Incident Manager: “OK, thanks. Standby. Dave, please call in the VPN team on call engineer”
Communication Manager: “OK. I’m calling in the communication manager”
Incident Manager: “Thanks. Storage team. Go ahead”
Storage team: “We think there may be a network problem outside of our rack”
Incident Manager: “We’re thinking the same. We’re narrowing in on VPN. Please do a traceroute and get back to me with the results”
Storage team: “OK. I’ll callback with the traceroute”
[Incident Manager adds this to his tracking list for the next five minute update]
[Meanwhile, the communication manager is capturing relevant events and sending out updates as required]
[Later, from the storage team…]
Storage team: “Storage team has the traceroute”
Incident Manager: “Go ahead storage”
Storage team: “it looks like we’re getting blackholed with our outbound carrier. We’re working with our colo provider on their BGP routes”
Incident Manager: “Thanks. I’ll track that. Network, please confirm the traceroute blackhole.
[All this can happen in parallel before the VPN team even joins the call]
    • Carefully track your events.
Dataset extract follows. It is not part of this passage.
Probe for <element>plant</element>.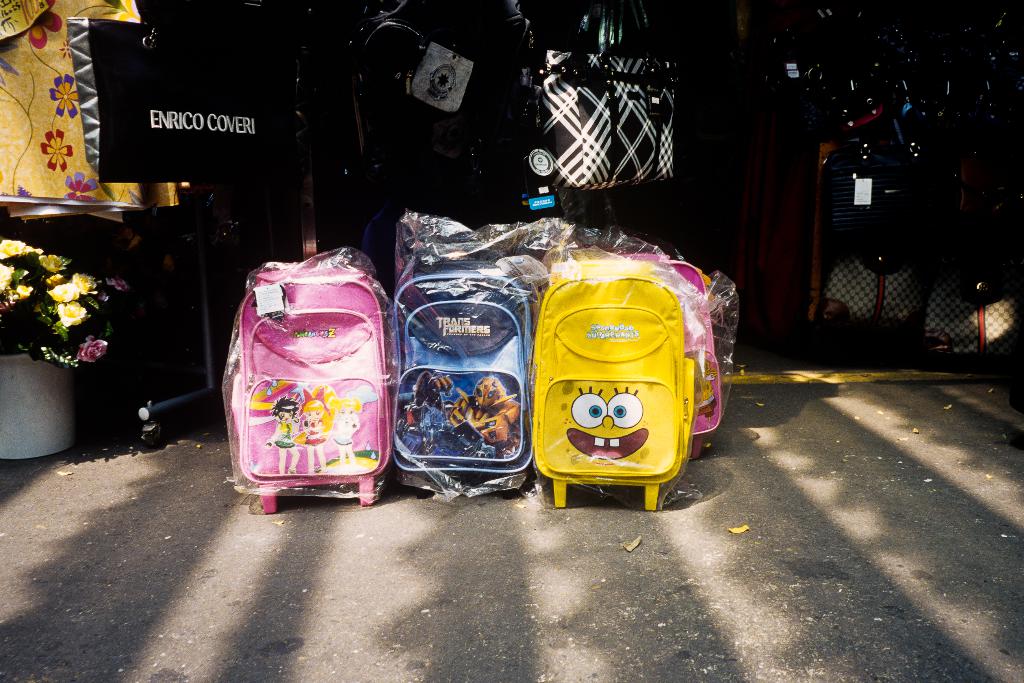
Probe result: (left=0, top=213, right=123, bottom=434).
Pen and paper are great but a text editor and a screen-sharing program in a designated room (with Adobe Connect for example) are even better. You can post all information and updates in windows and everyone immediately sees the current status as soon as they join the room.
    • Make sure you are all referring to a single version of the truth. If you have a monitoring system and an executive dashboard, make sure everyone is looking at the monitoring system and not some fancy dashboard that was thrown together by another group.
    • Start preparing a shift rotation if it’s a multi-day event. The worst thing you can do is stay up for 48 hours. I’ve done this before and, while it seemed heroic at the time, it was just plain stupid. You want your people at their best if you’re going into extra innings.